Apparently the video is still borked for many users. Anyone here have any advice on the best way to record screencasts on Ubuntu Natty? A trillion apologies and abasements for any inconvenience.
Hi everyone, a few months ago I posted a lengthy article about using monads to simulate state for a turtle graphics system, including a "novel" monad to represent parallel graphics operations.
I had the opportunity to give that material as a talk at Racketcon (I used Racket as the demonstration language). There is a version available of that online someplace, I believe, but I only had 15 minutes there, and its more of a half hour or longer talk. So I recorded a screencast version, which is now available here.
The talk is in OGV format. If anyone needs it in AVI, I can probably accommodate, but I figure anyone who cares about monads can probably figure out how to watch an Ogg Video file.
Oh yeah: all the code (including the slides, which are written in Racket) is in the racketcon directory at this github repo.
5 comments:
Wow, VLC doesn't like that video at all; it skips ahead by minutes every 10 seconds or so. MPlayer works, but it reports problems with the video that you probably want to fix.
Thanks for the heads up - I guess screencasting software under Ubuntu is still somewhat nascent, which is too bad. I hate when slides are distributed without the associated talk, however.
I'll have to fix it, though it seems to work ok with Totem for me.
In any case, you can read the article it is based on here for the whole story, although the code is better in the slides.
Yea, the article was great, I really enjoyed it. Your explanation of monads as an abstraction of different styles of function composition was exactly what I needed to be able to come up with my own monads and to explain them to others.
Back to the video, I have to report that MPlayer doesn't like it any more than VLC after all. Instead of skipping ahead, it just stops playing the video after a while, while the audio goes on. Then after a while the video starts up again, but now it's very far behind. I'll try it in Totem though, and see how that works out.
Recording a video isn't supposed to be _that_ complicated. :)
I've recorded a screencast successfully on this machine before, but I had to record the audio on a separate device and edit it all back together. I thought upgrading to Natty would improve things, but apparently not.
I'm working on a new Racket library for monadic computation which will support pattern matching and all sorts of dynamically-typed language features. I'll post about it here, eventually.
Hi, your essays are great, it's wonderful to see people doing Deep Emacs Lisp :)
Your video works fine for me; I suggest using gtk-recordmydesktop . If you run that on ubuntu, you can use pavucontrol to route the mic input of your choice via PulseAudio.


_ASSIGNMENT_:
Although the entries contain pictures, your copy should hold only their exact text.
START DATA SHOWN
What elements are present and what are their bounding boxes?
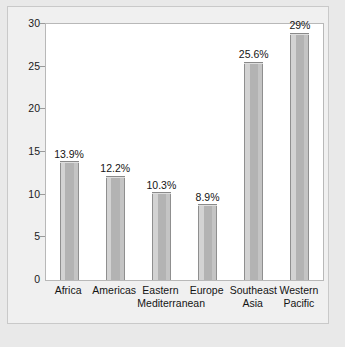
x-axis-category-label-line1: Eastern — [142, 284, 178, 296]
bar-body — [198, 204, 217, 280]
x-axis-category-label-line2: Asia — [230, 297, 276, 310]
x-axis-category-labels: AfricaAmericasEasternMediterraneanEurope… — [45, 284, 324, 324]
x-axis-category-label: Europe — [184, 284, 230, 297]
bar-value-label: 8.9% — [196, 192, 220, 203]
x-axis-category-label-line1: Western — [279, 284, 318, 296]
bar: 29% — [290, 33, 309, 280]
x-axis-category-label-line2: Pacific — [276, 297, 322, 310]
bar-facet-right — [166, 192, 171, 280]
bar-value-label: 25.6% — [239, 49, 269, 60]
bar-facet-mid — [250, 62, 258, 280]
x-axis-category-label: Africa — [45, 284, 91, 297]
bar-body — [152, 192, 171, 280]
figure-frame: 051015202530 13.9%12.2%10.3%8.9%25.6%29%… — [7, 6, 329, 324]
bar-facet-right — [120, 176, 125, 280]
bar-top-cap — [290, 33, 309, 35]
y-axis-tick-labels: 051015202530 — [10, 23, 40, 281]
bar-facet-mid — [296, 33, 304, 280]
bar-value-label: 12.2% — [100, 163, 130, 174]
bar: 25.6% — [244, 62, 263, 280]
bar-facet-mid — [158, 192, 166, 280]
chart-figure: 051015202530 13.9%12.2%10.3%8.9%25.6%29%… — [0, 0, 345, 347]
x-axis-category-label: WesternPacific — [276, 284, 322, 309]
x-axis-category-label: SoutheastAsia — [230, 284, 276, 309]
x-axis-category-label-line1: Africa — [55, 284, 82, 296]
bars-layer: 13.9%12.2%10.3%8.9%25.6%29% — [46, 24, 323, 280]
x-axis-category-label-line1: Europe — [190, 284, 224, 296]
bar-top-cap — [244, 62, 263, 64]
bar-body — [290, 33, 309, 280]
bar: 10.3% — [152, 192, 171, 280]
x-axis-category-label-line1: Americas — [92, 284, 136, 296]
bar-top-cap — [152, 192, 171, 194]
bar-top-cap — [60, 161, 79, 163]
bar-facet-mid — [65, 161, 73, 280]
bar-facet-mid — [111, 176, 119, 280]
bar-body — [244, 62, 263, 280]
bar-top-cap — [198, 204, 217, 206]
bar-top-cap — [106, 176, 125, 178]
plot-area: 13.9%12.2%10.3%8.9%25.6%29% — [45, 23, 324, 281]
bar-value-label: 10.3% — [147, 180, 177, 191]
bar: 12.2% — [106, 176, 125, 280]
bar-value-label: 13.9% — [54, 149, 84, 160]
bar-body — [106, 176, 125, 280]
x-axis-category-label-line2: Mediterranean — [137, 297, 183, 310]
x-axis-category-label: EasternMediterranean — [137, 284, 183, 309]
bar-facet-right — [212, 204, 217, 280]
bar-facet-right — [74, 161, 79, 280]
bar-value-label: 29% — [289, 20, 310, 31]
x-axis-category-label-line1: Southeast — [230, 284, 277, 296]
x-axis-category-label: Americas — [91, 284, 137, 297]
bar-facet-right — [258, 62, 263, 280]
bar-facet-right — [304, 33, 309, 280]
bar-body — [60, 161, 79, 280]
bar: 13.9% — [60, 161, 79, 280]
bar: 8.9% — [198, 204, 217, 280]
bar-facet-mid — [204, 204, 212, 280]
END DATA SHOWN
_RESPONSE BOX_:
What elements are present and what are their bounding boxes?
x-axis-category-label-line1: Eastern — [142, 284, 178, 296]
bar-body — [198, 204, 217, 280]
x-axis-category-label-line2: Asia — [230, 297, 276, 310]
x-axis-category-labels: AfricaAmericasEasternMediterraneanEurope… — [45, 284, 324, 324]
x-axis-category-label: Europe — [184, 284, 230, 297]
bar-value-label: 8.9% — [196, 192, 220, 203]
x-axis-category-label-line1: Western — [279, 284, 318, 296]
bar: 29% — [290, 33, 309, 280]
x-axis-category-label-line2: Pacific — [276, 297, 322, 310]
bar-facet-right — [166, 192, 171, 280]
bar-value-label: 25.6% — [239, 49, 269, 60]
bar-facet-mid — [250, 62, 258, 280]
x-axis-category-label: Africa — [45, 284, 91, 297]
bar-body — [152, 192, 171, 280]
figure-frame: 051015202530 13.9%12.2%10.3%8.9%25.6%29%… — [7, 6, 329, 324]
bar-facet-right — [120, 176, 125, 280]
bar-top-cap — [290, 33, 309, 35]
y-axis-tick-labels: 051015202530 — [10, 23, 40, 281]
bar-facet-mid — [296, 33, 304, 280]
bar-value-label: 12.2% — [100, 163, 130, 174]
bar: 25.6% — [244, 62, 263, 280]
bar-facet-mid — [158, 192, 166, 280]
chart-figure: 051015202530 13.9%12.2%10.3%8.9%25.6%29%… — [0, 0, 345, 347]
x-axis-category-label: WesternPacific — [276, 284, 322, 309]
x-axis-category-label: SoutheastAsia — [230, 284, 276, 309]
x-axis-category-label-line1: Africa — [55, 284, 82, 296]
bars-layer: 13.9%12.2%10.3%8.9%25.6%29% — [46, 24, 323, 280]
x-axis-category-label-line1: Europe — [190, 284, 224, 296]
bar-top-cap — [244, 62, 263, 64]
bar-body — [290, 33, 309, 280]
bar: 10.3% — [152, 192, 171, 280]
x-axis-category-label-line1: Americas — [92, 284, 136, 296]
bar-top-cap — [152, 192, 171, 194]
bar-top-cap — [60, 161, 79, 163]
bar-facet-mid — [65, 161, 73, 280]
bar-facet-mid — [111, 176, 119, 280]
bar-body — [244, 62, 263, 280]
bar-top-cap — [198, 204, 217, 206]
bar-top-cap — [106, 176, 125, 178]
plot-area: 13.9%12.2%10.3%8.9%25.6%29% — [45, 23, 324, 281]
bar-value-label: 10.3% — [147, 180, 177, 191]
bar: 12.2% — [106, 176, 125, 280]
bar-value-label: 13.9% — [54, 149, 84, 160]
bar-body — [106, 176, 125, 280]
x-axis-category-label-line2: Mediterranean — [137, 297, 183, 310]
x-axis-category-label: EasternMediterranean — [137, 284, 183, 309]
bar-facet-right — [212, 204, 217, 280]
bar-facet-right — [74, 161, 79, 280]
bar-value-label: 29% — [289, 20, 310, 31]
x-axis-category-label-line1: Southeast — [230, 284, 277, 296]
x-axis-category-label: Americas — [91, 284, 137, 297]
bar-facet-right — [258, 62, 263, 280]
bar-facet-right — [304, 33, 309, 280]
bar-body — [60, 161, 79, 280]
bar: 13.9% — [60, 161, 79, 280]
bar: 8.9% — [198, 204, 217, 280]
bar-facet-mid — [204, 204, 212, 280]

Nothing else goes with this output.